What Do Tradwives Have to Do With Democracy?

The tradwife movement is more than just eye-catching images of open land, barefoot kids, chickens and sourdough perfectly cultivated for an Instagram grid. It’s a cultural movement to influence young women to willingly check out of the workforce and give up their rights and agency.

And if progressives are too “burnt out” to check back in, these forces will win the culture war and the political movements to take away birth control, end no-fault divorce and take away a woman’s choice whether to go through with an unwanted pregnancy.

Stories From Appalachia: ‘I Was Born in Mexico, but I’m From McDowell. We Grew Up Here, and We’ll Stay Here.’

An oral history project five years in the making, Beginning Again: Stories of Movement and Migration in Appalachia brings together narratives of refugees, migrants and generations-long residents that explore complex journeys of resettlement.

Meet Cindy Sierra Morales: When she was 6 years old, Sierra Morales’ family migrated from Durango, Mexico, to Los Angeles, fleeing gang violence. After a short stay with family friends, Cindy’s family drove to Marion, N.C., where her aunt, uncle, cousins and older siblings already lived. Her parents held a variety of factory jobs, and Cindy started second grade just a few weeks after arriving. After living in the United States for 15 years, Cindy and her siblings were able to secure legal documentation through DACA.

‘Surviving God’: An Excerpt on God, the Church and Sexual Abuse

An excerpt from Grace Ji-Sun Kim and Susan M. Shaw’s new book, Surviving God: A New Vision of God Through the Eyes of Sexual Abuse Survivors:

“The God of our childhoods was terrifying. Sure, He (and it was always ‘He’) loved us, but we also knew He could destroy us in a moment if we displeased Him. Poof! Like Lot’s wife, we’d become a pillar of salt. God knew us intimately and had complete control over us. Like an abuser, He asked us to love Him even as he threatened us with the torments of hell if we didn’t.”

‘This Book Won’t Burn’: Celebrating Young People’s Bravery in the Face of Book Bans

Banning books is deeply harmful to children. Censorship not only removes books from library shelves; it erases identities. Bans suggest that the very existence of some human beings is controversial. Make no mistake, book banning is an anathema to liberty. It is a tool of oppression, and if we really want to protect our children, if we want to ensure our democracy, we all need to be raising our voices to stop it.

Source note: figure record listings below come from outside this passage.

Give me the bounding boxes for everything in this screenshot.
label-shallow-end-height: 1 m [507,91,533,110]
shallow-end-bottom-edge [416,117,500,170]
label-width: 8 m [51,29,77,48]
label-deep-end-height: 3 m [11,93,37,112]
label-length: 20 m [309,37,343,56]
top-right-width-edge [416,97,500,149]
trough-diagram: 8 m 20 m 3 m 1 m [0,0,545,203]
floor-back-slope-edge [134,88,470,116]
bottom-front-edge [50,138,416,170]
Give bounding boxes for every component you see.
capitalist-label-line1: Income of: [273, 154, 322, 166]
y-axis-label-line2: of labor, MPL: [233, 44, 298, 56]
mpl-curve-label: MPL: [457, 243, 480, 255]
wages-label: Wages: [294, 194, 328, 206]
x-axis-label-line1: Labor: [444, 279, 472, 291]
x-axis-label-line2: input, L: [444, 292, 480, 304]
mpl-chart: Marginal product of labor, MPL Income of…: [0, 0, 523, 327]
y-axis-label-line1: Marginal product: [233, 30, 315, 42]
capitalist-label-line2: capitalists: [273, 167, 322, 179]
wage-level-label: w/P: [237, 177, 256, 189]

“How can I be brave?” That’s the question that planted the seed for my novel, This Book Won’t Burn.

How Rowena Chiu’s Story Helped Expose Harvey Weinstein—From ‘Credible: Why We Doubt Accusers and Protect Abusers’

Rowena Chiu began working for Harvey Weinstein in 1998, assisting in the London office with his European film productions. Later that year, at the Venice Film Festival, she found herself at a late-night meeting with the producer. There, she recalls, Weinstein told her “he’d never had a Chinese girl” before attempting to rape her.

After signing a nondisclosure agreement, Chiu spent nearly two decades in what she describes as “constant fear”—“fear of Harvey’s abuse, control and power; that the story would come back to haunt me; that I would inadvertently slip up on my promise to never speak of this.” She was finally inspired to speak out by the powerful testimony of Christine Blasey Ford, whose decision to “speak up” about Brett Kavanaugh in September 2018 made a lasting impression.  

“I can briefly glory in the relief that I am no longer sitting on a sickening secret,” she wrote. 

From Rachel Carson to Wangari Maathai—Meet the Women Who Ignited Environmental Movements

The environmental and feminist movements have grown like stems and branches of a twisting vine or tree. Sometimes merging, sometimes growing apart. At times they have strengthened each other, yet at other times they have grown distant. Ultimately, they both address similar forces of oppression and exploitation. They share a common goal of dismantling the “status quo.” Their shared vision is the thriving of both women and nature. Climate change is not just an environmental crisis—it is a feminist crisis as well. 

From The Vault: We Have Had Abortions (Spring 1972)

In what The Washington Post says “changed the course of the abortion rights movement,” Ms. published “We Have Had Abortions” in its first issue, featuring the signatures of 53 prominent American women. Women who have had abortions have spoken out many times during the past 50 years, and millions of women and men have marched in countless rallies and demonstrations for abortion rights.

For more ground-breaking stories like this, order 
50 YEARS OF Ms.: THE BEST OF THE PATHFINDING MAGAZINE THAT IGNITED A REVOLUTION (Alfred A. Knopf)—a collection of the most audacious, norm-breaking coverage Ms. has published.